The purpose of this study was to gain a comprehensive understanding of participation situations that are challenging for people with communication problems, to provide input for the further ...development of potential items for the Communicative Participation Item Bank (CPIB).
A purposive sampling strategy was used to include a diverse group of people with communication problems. Diaries were used as a sensitizing exercise for inductive in-depth interviews. In these interviews, elements of communicative participation situations (concepts) were elicited that participants themselves experienced as difficult because of their communication problem. A thematic content analysis was used to identify overarching themes. In addition, new items were formulated based on the raw codes of the transcripts and linked to the International Classification of Functioning, Disability and Health Activity and Participation domains to examine the distribution of items across the breadth of the construct of communicative participation.
Eighteen interviews yielded 44 different concepts. They were clustered in six themes, which capture the person, location, topic, mode, moment, and pace of communication. In total, 103 new items measuring communicative participation were formulated. Most of these items relate to International Classification of Functioning, Disability and Health Activity and Participation domains "interpersonal interactions and relationships," "major life areas," and "community, social, and civic life."
This study resulted in an overview of self-reported barriers in daily communicative participation experienced by people with communication problems. These communicative participation situations can be captured within 44 concepts, which are covered by six themes. Future work should investigate if the newly written items can be added to the CPIB. The concepts and the themes can be used in designing and delivering a participation-focused intervention for this population.
Anacristina Rossi’s novels have received critical attention relating to their presentation of pan-Caribbean identity and other challenges to the mythical national identity of the tico. Building on ...scholarship by Manzari and Kearns, I argue that Limón Reggae presents a representation of the post-national community and that the violent conditions that mark the protagonist’s life not only debunk the national myth of a peaceful Costa Rica, but also comment on the impossibility of belonging in the post-national community. The pain that the protagonist experiences as a result of her interpersonal relationships reflects the difficulty of forming a community after the bounds of the nation have become less defined by globalization, even to individuals who come from groups not traditionally included in the definition of a Costa Rican citizen, such as the protagonist. With the breakdown of categories of affiliation across lines of geography, race, language, and class, the protagonist is able to move easily between places and groups, but her encounters with ‘others’ are complicated by the post-national condition.
Alignment in social interactions Gallotti, M.; Fairhurst, M.T.; Frith, C.D.
Consciousness and cognition,
February 2017, 2017-02-00, 20170201, Letnik:
48
Journal Article
Recenzirano
Odprti dostop
•A new approach to social cognition in terms of mental alignment is proposed.•The dynamic and graded exchange of information between agents creates alignment.•Not all forms of joint action in which ...the agents align will turn out to be social interactions.•Shared goals are not needed for mutual alignment to occur.•Two important theoretical developments follow from focusing on processes of mental alignment.
According to the prevailing paradigm in social-cognitive neuroscience, the mental states of individuals become shared when they adapt to each other in the pursuit of a shared goal. We challenge this view by proposing an alternative approach to the cognitive foundations of social interactions. The central claim of this paper is that social cognition concerns the graded and dynamic process of alignment of individual minds, even in the absence of a shared goal. When individuals reciprocally exchange information about each other's minds processes of alignment unfold over time and across space, creating a social interaction. Not all cases of joint action involve such reciprocal exchange of information. To understand the nature of social interactions, then, we propose that attention should be focused on the manner in which people align words and thoughts, bodily postures and movements, in order to take one another into account and to make full use of socially relevant information.
To analyze the association between communicative competence self-assessment and interpersonal communication self-perception and voice symptoms in university professors.
Cross-sectional, analytical, ...observational study in 322 professors, who answered sociodemographic and occupational questions and three self-perception protocols: Self-Assessment of Communication Competence (SACCom), Interpersonal Communication Competence Scale (ICCS), and Voice Symptom Scale (VoiSS). The dependent variable was SACCom’s yes/no answers. Univariate and multivariate descriptive and inferential data analyses were performed through logistic regression.
Most professors were females (55.3%), worked 40 hours (96.6%), and self-reported voice symptoms (72.7%). The largest portion had been in the career for 11–22 years (38.2%). The final multivariate model demonstrated that better self-assessed communicative competence among professors (SACCom) is related to an absence of voice complaints (odds ratio (OR) = 2.17; 95% confidence interval (CI) 1.29–3.65) and better self-perceived interpersonal communication (ICCS) (OR = 1.05; 95% CI 1.02–1.08). The older the professor (OR = 1.03; 95% CI 1.01–1.06), the better their communicative competence (SACCom).
Study professors’ self-assessed communicative competence is predominantly high. Those with a better communicative competence self-assessment are older and vocally healthy and self-perceive greater interpersonal communication skills.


**Problem**
Reading the records below, find how many lines include the word "cells" and give that number alone.

Excerpts from a figure dataset
*****
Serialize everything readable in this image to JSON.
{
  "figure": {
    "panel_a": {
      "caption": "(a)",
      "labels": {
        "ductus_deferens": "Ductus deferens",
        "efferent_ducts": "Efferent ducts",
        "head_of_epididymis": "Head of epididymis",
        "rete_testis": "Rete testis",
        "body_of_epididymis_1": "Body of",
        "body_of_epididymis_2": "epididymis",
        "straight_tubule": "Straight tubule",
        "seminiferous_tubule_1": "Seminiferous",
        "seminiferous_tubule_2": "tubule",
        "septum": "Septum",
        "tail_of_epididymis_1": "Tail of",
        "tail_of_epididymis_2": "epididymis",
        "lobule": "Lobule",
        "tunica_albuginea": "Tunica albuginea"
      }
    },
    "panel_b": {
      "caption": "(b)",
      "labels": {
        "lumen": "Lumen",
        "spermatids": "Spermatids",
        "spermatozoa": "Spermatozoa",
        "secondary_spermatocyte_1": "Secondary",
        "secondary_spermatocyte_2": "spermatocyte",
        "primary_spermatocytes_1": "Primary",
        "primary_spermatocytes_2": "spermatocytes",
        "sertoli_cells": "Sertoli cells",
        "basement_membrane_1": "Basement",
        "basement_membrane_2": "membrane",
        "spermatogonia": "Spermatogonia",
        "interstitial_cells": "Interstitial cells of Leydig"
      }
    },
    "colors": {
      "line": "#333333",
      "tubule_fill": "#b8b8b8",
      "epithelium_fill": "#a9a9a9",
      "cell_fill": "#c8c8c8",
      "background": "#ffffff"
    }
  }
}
*****
**Solution to this task**
2